The recent exchange between The Guilty Feminist’s Deborah Frances-White and the hosts of the TRIGGERnometry podcast offered more than a culture clash—it exposed a deeper philosophical fault line running through today’s public discourse. On one side, we find moral relativism, which treats values and identities as fluid and socially constructed. On the other, a more grounded essentialism, which insists that some categories—like biological sex or universal moral principles—matter.
This conversation is more than academic. It has real-world implications for how we treat one another, how we shape our laws and policies, and how we define justice. At its core lies a pressing concern: what happens when individual worth is subordinated to group identity? And can a society truly thrive if it loses sight of the stable reference points that allow us to act justly and live ethically?
The Promise—and Pitfall—of Moral Relativism
Deborah Frances-White articulates a worldview in which morality is contingent: shaped by culture, history, and social norms. In her view, categories such as gender or family structure are not fixed but fluid, evolving across time and context. This approach has the appeal of openness—it appears to accommodate diverse experiences and challenge traditional power structures.
But the promise of moral relativism quickly runs into its own limitations. If every moral claim is just a reflection of cultural conditioning, then what grounds do we have to object to harmful practices? If every identity category is infinitely negotiable, how can we make coherent laws, uphold rights, or protect the vulnerable?
More crucially, relativism begins to fracture the idea that there is any intrinsic value in the individual as such. Instead, people are increasingly seen through the lens of their group affiliations—defined not by character, conduct, or conscience, but by race, gender, sexuality, or perceived oppression. This is not a vision of liberation. It is a quiet return to determinism—only now it is cultural rather than biological.
The Case for Essentialism (Without Rigidity)
In contrast, the TRIGGERnometry hosts argue for the importance of empirical categories and universal standards. They do not deny that human experience is diverse, but they caution against losing all definitional clarity in the name of inclusivity. Their defence of biological sex, for example, is not a rejection of trans people—it is an attempt to maintain coherence in domains like medicine, sport, and law.
Essentialism, properly understood, is not about forcing people into narrow boxes. It is about recognising that some reference points—like the biological realities of sex, or the moral intuition that harming others is wrong—are necessary for a functioning, fair society. It is also about defending the value of the individual over the abstractions of group identity.
The dignity of the person cannot be grounded in fluid norms that change with the political wind. It must be rooted in something deeper: a recognition that each person is more than the sum of their social labels. A society that reduces people to their demographic traits may call itself inclusive, but it risks becoming dehumanising in practice.
The Tyranny of Group-Based Reasoning
A recurring theme in Frances-White’s argument is the authority of lived experience, especially the experience of marginalised groups. While experiential insight is valuable, its elevation to moral authority carries serious risks. Group identity is not a proxy for truth. Not all women think alike. Not all gay people share the same values. Not all trans people agree on gender ideology.
When moral authority is granted on the basis of group identity, disagreement becomes heresy. Reasoned debate is replaced with emotional appeals. And worse, individuals within those groups who hold different views are often silenced or discredited as traitors. This is not justice—it is ideological conformity dressed in the language of inclusion.
In this model, individual worth becomes secondary to group membership. The idea that a person might be judged by the content of their character, their personal integrity, or their unique contribution to society is quietly replaced by a system that weighs people according to their demographic “value.” That is not progress—it is a moral regression.
Disagreement as Dialogue, Not Propaganda
One of the more revealing moments in the TRIGGERnometry–Guilty Feminist conversation was the discussion about misinformation. Frances-White suggested that disagreement on these issues is often fuelled by propaganda. But this assumption—common among relativists—reflects a worrying disdain for public reasoning.
When dissenting views are treated as the product of manipulation or ignorance, the very conditions for democratic dialogue are undermined. Disagreement is not a threat to progress. It is how progress happens. A society that cannot accommodate genuine difference of opinion cannot claim to be inclusive, let alone just.
Rediscovering the Individual
Ultimately, the challenge of our time is not simply to be more tolerant or more inclusive. It is to reclaim a sense of human worth that is not dependent on mutable social categories. Essentialism, when tempered by empathy and openness, provides a framework for doing just that. It gives us shared standards and stable principles by which we can treat each person as a moral equal—not because of who they represent, but because of who they are.
Moral relativism, by contrast, struggles to protect the dignity of the individual. It risks turning people into mouthpieces for their groups, and public discourse into a performance of ideological allegiance. In the name of compassion, it can erase individuality altogether.
The future of justice, and indeed of freedom, lies not in abandoning structure, but in refining it. It lies not in flattening difference, but in recognising the irreducible value of each person—not as a representative of a class, but as a human being.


__Activity__
Collect each line of the entries that holds the string "East".

(Extracts from a graphics dataset)
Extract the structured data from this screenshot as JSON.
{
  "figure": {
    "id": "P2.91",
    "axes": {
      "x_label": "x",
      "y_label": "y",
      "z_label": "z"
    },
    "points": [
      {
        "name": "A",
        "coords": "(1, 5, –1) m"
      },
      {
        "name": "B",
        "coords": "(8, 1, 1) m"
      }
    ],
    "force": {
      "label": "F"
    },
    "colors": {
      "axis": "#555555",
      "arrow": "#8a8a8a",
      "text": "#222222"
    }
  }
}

* * *

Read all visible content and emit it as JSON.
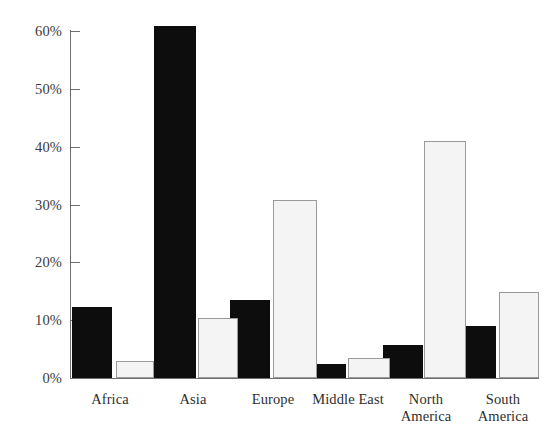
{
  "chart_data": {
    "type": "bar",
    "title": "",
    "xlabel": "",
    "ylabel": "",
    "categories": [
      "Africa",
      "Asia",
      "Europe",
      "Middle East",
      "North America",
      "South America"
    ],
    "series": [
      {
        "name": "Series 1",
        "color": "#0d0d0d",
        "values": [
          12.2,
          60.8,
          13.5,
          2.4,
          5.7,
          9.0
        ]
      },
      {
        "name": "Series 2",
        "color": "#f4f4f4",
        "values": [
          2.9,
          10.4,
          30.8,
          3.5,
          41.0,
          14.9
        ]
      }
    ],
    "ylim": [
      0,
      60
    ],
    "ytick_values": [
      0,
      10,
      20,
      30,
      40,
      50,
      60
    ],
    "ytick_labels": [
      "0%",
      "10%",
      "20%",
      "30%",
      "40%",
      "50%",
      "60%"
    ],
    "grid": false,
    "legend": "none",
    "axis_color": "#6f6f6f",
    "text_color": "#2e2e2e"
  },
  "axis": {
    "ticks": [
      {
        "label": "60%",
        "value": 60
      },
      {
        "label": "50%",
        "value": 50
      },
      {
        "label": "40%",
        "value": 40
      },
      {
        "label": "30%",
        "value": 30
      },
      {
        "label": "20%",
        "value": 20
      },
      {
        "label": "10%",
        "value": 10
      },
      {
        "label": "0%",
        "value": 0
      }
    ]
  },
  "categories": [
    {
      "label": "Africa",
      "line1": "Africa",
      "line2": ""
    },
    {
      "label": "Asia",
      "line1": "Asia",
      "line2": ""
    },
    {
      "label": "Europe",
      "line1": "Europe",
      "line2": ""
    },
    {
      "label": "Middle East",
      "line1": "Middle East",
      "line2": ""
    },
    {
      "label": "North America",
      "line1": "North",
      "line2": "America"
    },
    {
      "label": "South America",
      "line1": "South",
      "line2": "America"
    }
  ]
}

---

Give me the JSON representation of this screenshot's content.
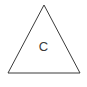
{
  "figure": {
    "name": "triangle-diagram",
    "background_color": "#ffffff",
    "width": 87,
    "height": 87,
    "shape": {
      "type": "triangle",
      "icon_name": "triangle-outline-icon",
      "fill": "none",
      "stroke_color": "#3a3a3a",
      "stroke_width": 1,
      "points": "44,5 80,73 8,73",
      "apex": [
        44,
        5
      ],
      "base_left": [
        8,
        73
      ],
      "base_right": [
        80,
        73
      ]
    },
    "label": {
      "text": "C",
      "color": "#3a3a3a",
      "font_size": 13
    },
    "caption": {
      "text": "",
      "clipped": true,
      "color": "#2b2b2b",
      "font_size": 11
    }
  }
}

__Solution to the problem__
      "Middle East",
      "label": "Middle East",
      "line1": "Middle East",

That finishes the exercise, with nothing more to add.